Related: Governments Begin to Roll Out FATF’s Travel Rule Around the Globe
Other jurisdictions make monitoring flows of digital money a prerogative for their fiscal authorities. Agencia Estatal de Administración Tributaria, the arm of the Spanish government responsible for collecting taxes, announced in a late January press release that policing the cryptocurrency space is one of its top priorities for the year. In addition to calling digital currencies a source of fiscal risk, the document mentioned money laundering as a substantial threat associated with crypto. The authority seems to be particularly concerned about the darknet as a hotbed of crime facilitated by cryptocurrency.
Some instances of the FATF guidelines’ implementation, however, demonstrate that it is possible to honor digital currencies while designing a rather benign regulatory framework that does not automatically discriminate against users and service providers. A prime example would be Singapore. Despite its new Payment Services Act being developed on the usual premise that crypto-related transactions inherently carry higher money laundering risks, the resulting product has been characterized by many in the crypto industry as flexible and forward-looking.
Hawkish signals from across the Atlantic
Beyond the enforcement of FATF standards, the sheer attitudes of influential global players toward policing the cryptocurrency space can have a significant effect on policy, by both setting precedent domestically and shaping the mainstream opinions within international financial organizations.

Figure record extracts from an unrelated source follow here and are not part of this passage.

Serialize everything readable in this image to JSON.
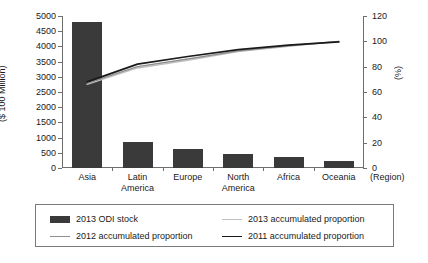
{
  "chart_data": {
    "type": "bar",
    "title": "",
    "categories": [
      "Asia",
      "Latin\nAmerica",
      "Europe",
      "North\nAmerica",
      "Africa",
      "Oceania"
    ],
    "xlabel": "(Region)",
    "ylabel": "($ 100 Million)",
    "y2label": "(%)",
    "ylim": [
      0,
      5000
    ],
    "y2lim": [
      0,
      120
    ],
    "yticks": [
      0,
      500,
      1000,
      1500,
      2000,
      2500,
      3000,
      3500,
      4000,
      4500,
      5000
    ],
    "y2ticks": [
      0,
      20,
      40,
      60,
      80,
      100,
      120
    ],
    "grid": false,
    "legend_position": "below",
    "series": [
      {
        "name": "2013 ODI stock",
        "kind": "bar",
        "axis": "left",
        "color": "#3a3a3a",
        "values": [
          4800,
          855,
          625,
          460,
          360,
          230
        ]
      },
      {
        "name": "2013 accumulated proportion",
        "kind": "line",
        "axis": "right",
        "color": "#c0c0c0",
        "values": [
          66,
          79,
          85,
          92,
          96,
          100
        ]
      },
      {
        "name": "2012 accumulated proportion",
        "kind": "line",
        "axis": "right",
        "color": "#8e8e8e",
        "values": [
          67,
          80,
          86,
          92.5,
          96.5,
          100
        ]
      },
      {
        "name": "2011 accumulated proportion",
        "kind": "line",
        "axis": "right",
        "color": "#1a1a1a",
        "values": [
          68,
          82,
          88,
          93.5,
          97,
          99.5
        ]
      }
    ]
  },
  "legend": {
    "entries": [
      {
        "label": "2013 ODI stock",
        "marker": "bar-swatch",
        "color": "#3a3a3a"
      },
      {
        "label": "2013 accumulated proportion",
        "marker": "line-swatch",
        "color": "#c0c0c0"
      },
      {
        "label": "2012 accumulated proportion",
        "marker": "line-swatch",
        "color": "#8e8e8e"
      },
      {
        "label": "2011 accumulated proportion",
        "marker": "line-swatch",
        "color": "#1a1a1a"
      }
    ]
  }
}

In this context, signals that have been recently emanating from the United States Department of the Treasury hint to the government’s intention to get serious about AML crypto regulation and enforcement. The Financial Crimes Enforcement Network’s deputy director Jamal El-Hindi, speaking at the SIFMA 20th Anti-Money Laundering and Financial Crimes Conference a few weeks ago, said:
“We will judge emerging financial institutions on whether and how they make their systems resilient to, and report on, money laundering, terrorist financing, sanctions evasion, human and narco-trafficking, and other illicit activity.”
Additionally, Sigal Mandelker, U.S. Department of the Treasury Under Secretary, who, during a speech at the same conference, lamented the lack of global AML regulation of cryptocurrencies and called for intensifying international cooperation:
“The lack of AML/CFT regulation of virtual currency providers worldwide greatly exacerbates virtual currency’s illicit financing risks. Currently, we are one of the only major countries in the world, along with Japan and Australia, that regulate these activities for AML/CFT purposes.”
It appears that the United States’ financial authorities are determined to not only invest additional resources in fighting financial cybercrime, but promote similar measures internationally. Cryptocurrency, as it happens, is the usual suspect.
Of course, it will be a welcome development for everyone if increased scrutiny of the digital asset sector leads to the prosecution of actual criminals and recovery of stolen funds. However, it is also possible that disproportionate measures could place an unnecessary burden on legitimate crypto businesses and regular users without providing corresponding gains in efficient crime-fighting.
Some estimates suggest that the share of illegal cryptocurrency transactions is extremely low, while crypto itself is technically not the most convenient vehicle for money laundering due to limited liquidity. The much-feared darknet markets, according to the latest report by the analytics firm Chainalysis, are still responsible for less than one-tenth of a percent of all crypto activity.